Skechers, one of the leading footwear makers in the US, is a heavyweight rival to two global footwear brands, Nike and Adidas.

“Last year, the US footwear giant distributed more than 200 million products and now intends to shift investment from China to Vietnam. The investor said its Vietnamese investment might reach between $700 million and $1 billion,” said Thuan.

Vietnam distributed more than one billion pairs of shoes and sandals to the global market in 2017, ranking second behind China with 13.8 billion pairs.

Vietnam raked in $18 billion from footwear and handbag exports last year, up nearly 11 per cent on-year. The foreign-invested sector accounted for more than 80 per cent of the total export value.

In April 2017, Idea Ltd. – part of Taiwan’s Pou Chen Group, the largest branded athletic and casual footwear manufacturer in the world – signed an agreement to lease 20 hectares in Ho Chi Minh City’s Tan Tao Industrial Zone valued at VND500 billion ($22.7 million).

According to a Pou Chen representative, after signing the land lease contract, the investor quickly engaged in legal procedures to pave the way for production factory construction.
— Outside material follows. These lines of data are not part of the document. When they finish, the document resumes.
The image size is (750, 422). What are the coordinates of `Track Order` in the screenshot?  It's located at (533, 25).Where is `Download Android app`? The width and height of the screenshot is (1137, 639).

Once operational, the factory could provide jobs to more than 100,000 labourers.

Pou Chen dropped anchor in the Vietnamese market in 1994, opening its first factory in the southern province of Dong Nai.
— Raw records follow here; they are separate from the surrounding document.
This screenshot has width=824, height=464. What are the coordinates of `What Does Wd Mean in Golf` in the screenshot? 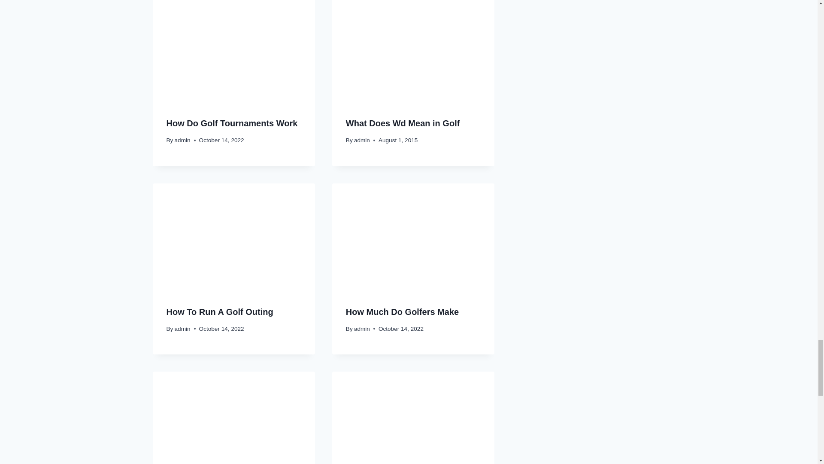 It's located at (403, 123). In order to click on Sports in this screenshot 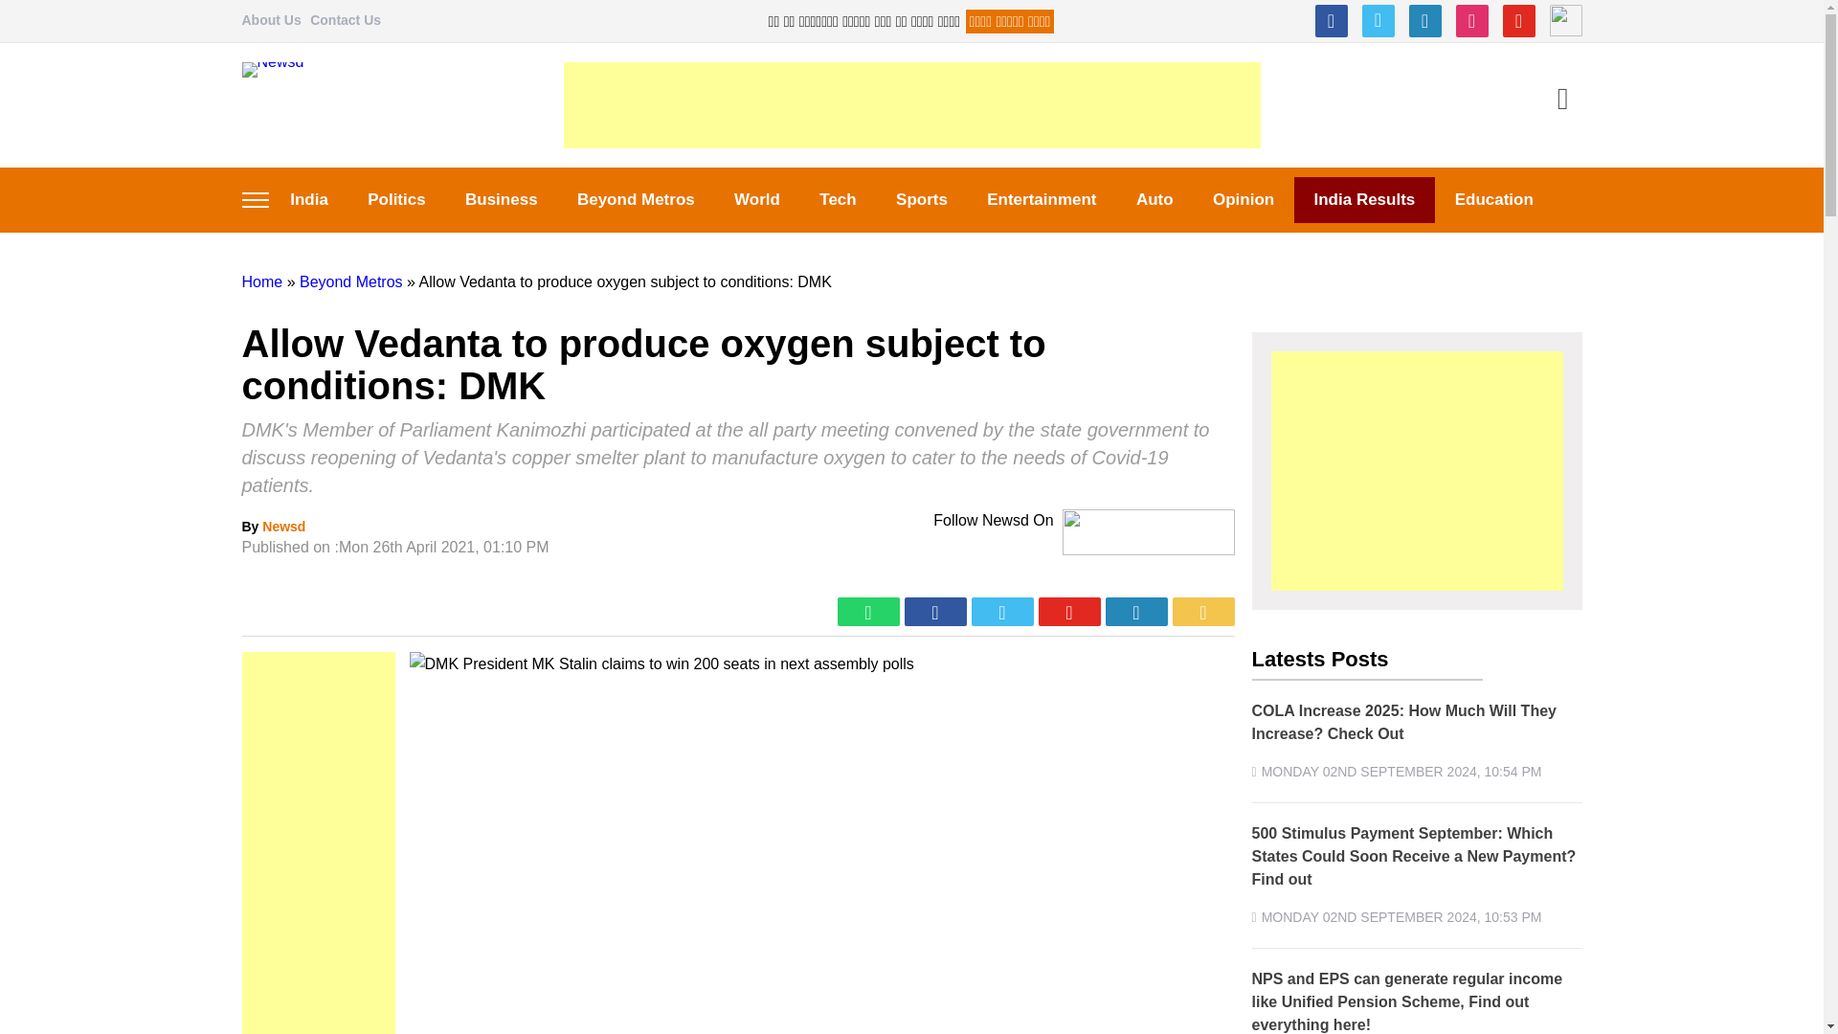, I will do `click(921, 199)`. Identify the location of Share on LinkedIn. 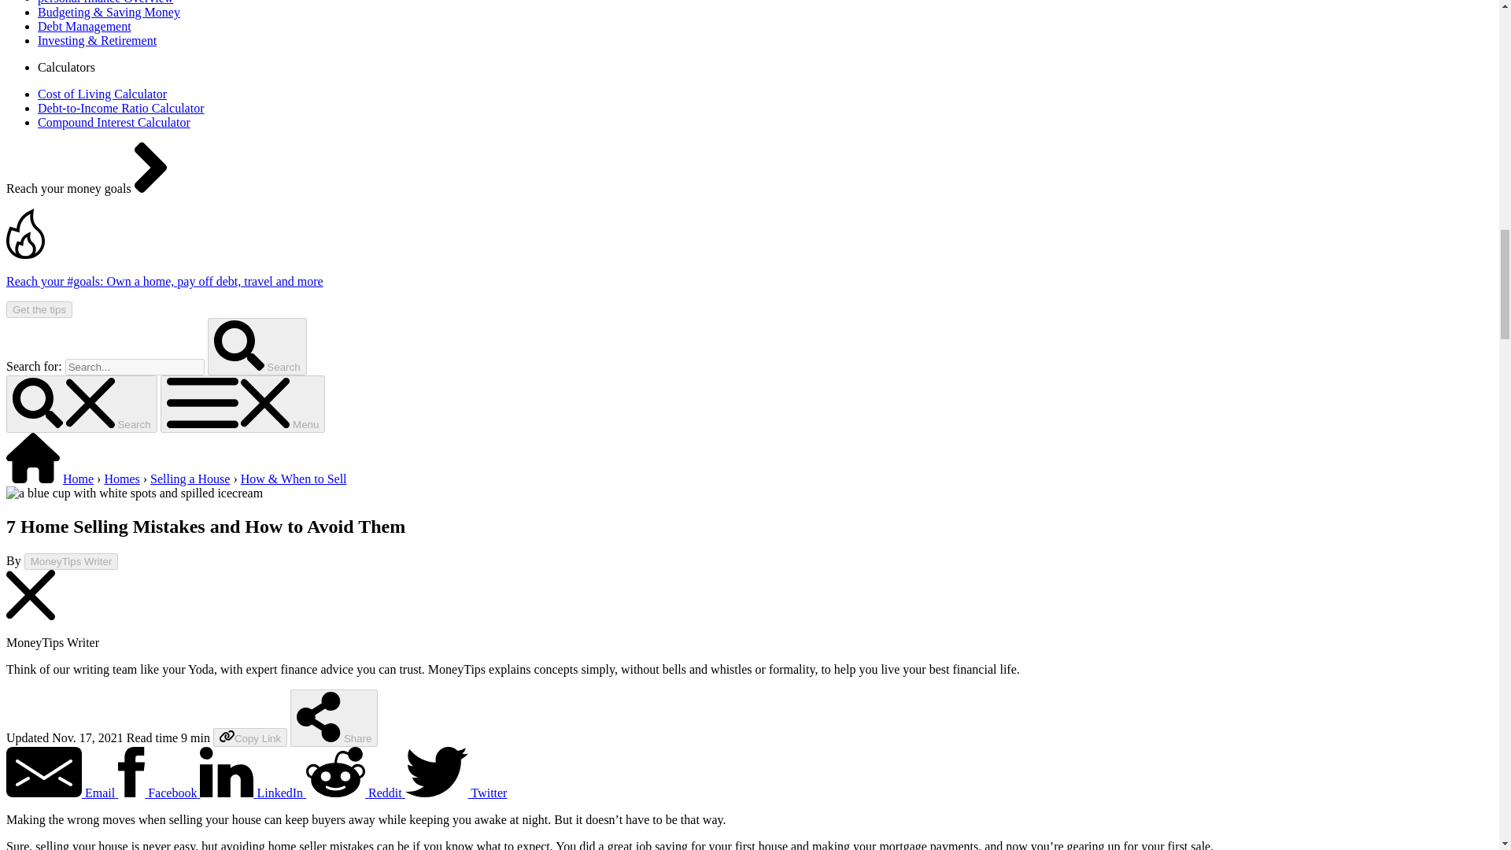
(253, 793).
Since then, the group has expanded production to many Vietnamese locations with a string of large-scale production factories.

Its total investment in Vietnam has surpassed $1 billion and provided jobs for nearly 200,000 local labourers.

Last year witnessed a slowdown in foreign direct investment (FDI) capital flow into Vietnam’s footwear sector. According to LEFASO, the US’ withdrawal from the Trans-Pacific Partnership agreement in late 2016 was the major reason behind this slowdown.

Phan Thi Thanh Xuan, LEFASO general secretary, said that slower growth in the sector’s import value of tanned leather, machinery, and equipment compared to previous years has attested to a halt in FDI capital flow to the sector.

Particularly, the import value of machinery and equipment into the sector decreased to $146 million in the first 11 months of last year compared to $170 million a year during the 2015-2016 period.

Similarly, import value of tanned leather was reduced to $1.5 billion, compared to nearly $1.6 billion in 2016.

The anticipated enforcement of the Vietnam-EU free trade agreement this year, however, is expected to provide impetus for a surge in FDI capital flow to the footwear sector.